What you should do
The required result is an exact copy of the lines beginning at the line that contains "Image resolution: width=701" and ending at the last line of the material below.

── Input data

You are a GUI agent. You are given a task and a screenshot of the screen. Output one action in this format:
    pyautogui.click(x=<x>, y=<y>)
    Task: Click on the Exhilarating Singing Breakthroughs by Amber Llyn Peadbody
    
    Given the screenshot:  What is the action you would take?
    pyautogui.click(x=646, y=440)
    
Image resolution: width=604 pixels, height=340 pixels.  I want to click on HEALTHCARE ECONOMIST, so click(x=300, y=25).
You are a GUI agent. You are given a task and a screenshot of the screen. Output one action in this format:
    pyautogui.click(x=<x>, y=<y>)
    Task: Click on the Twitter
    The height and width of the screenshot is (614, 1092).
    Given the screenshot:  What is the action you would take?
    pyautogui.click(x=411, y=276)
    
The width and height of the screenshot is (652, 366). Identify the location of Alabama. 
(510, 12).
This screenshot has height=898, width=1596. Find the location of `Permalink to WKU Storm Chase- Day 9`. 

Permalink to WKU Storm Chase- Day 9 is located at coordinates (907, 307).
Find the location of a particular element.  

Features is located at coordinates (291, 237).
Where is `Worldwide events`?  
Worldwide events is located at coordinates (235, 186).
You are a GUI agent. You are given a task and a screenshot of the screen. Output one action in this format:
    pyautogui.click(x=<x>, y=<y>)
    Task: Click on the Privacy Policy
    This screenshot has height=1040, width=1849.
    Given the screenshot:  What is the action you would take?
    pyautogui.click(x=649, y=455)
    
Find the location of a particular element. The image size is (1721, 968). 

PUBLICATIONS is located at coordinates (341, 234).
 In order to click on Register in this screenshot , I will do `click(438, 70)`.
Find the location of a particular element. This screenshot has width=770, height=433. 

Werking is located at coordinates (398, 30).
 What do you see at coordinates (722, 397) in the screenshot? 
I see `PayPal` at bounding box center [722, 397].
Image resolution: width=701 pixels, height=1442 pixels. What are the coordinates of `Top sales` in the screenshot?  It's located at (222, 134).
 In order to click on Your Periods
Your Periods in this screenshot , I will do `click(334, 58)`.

────

Final answer
Image resolution: width=701 pixels, height=1442 pixels. What are the coordinates of `Top sales` in the screenshot?  It's located at (222, 134).
 In order to click on Your Periods
Your Periods in this screenshot , I will do `click(334, 58)`.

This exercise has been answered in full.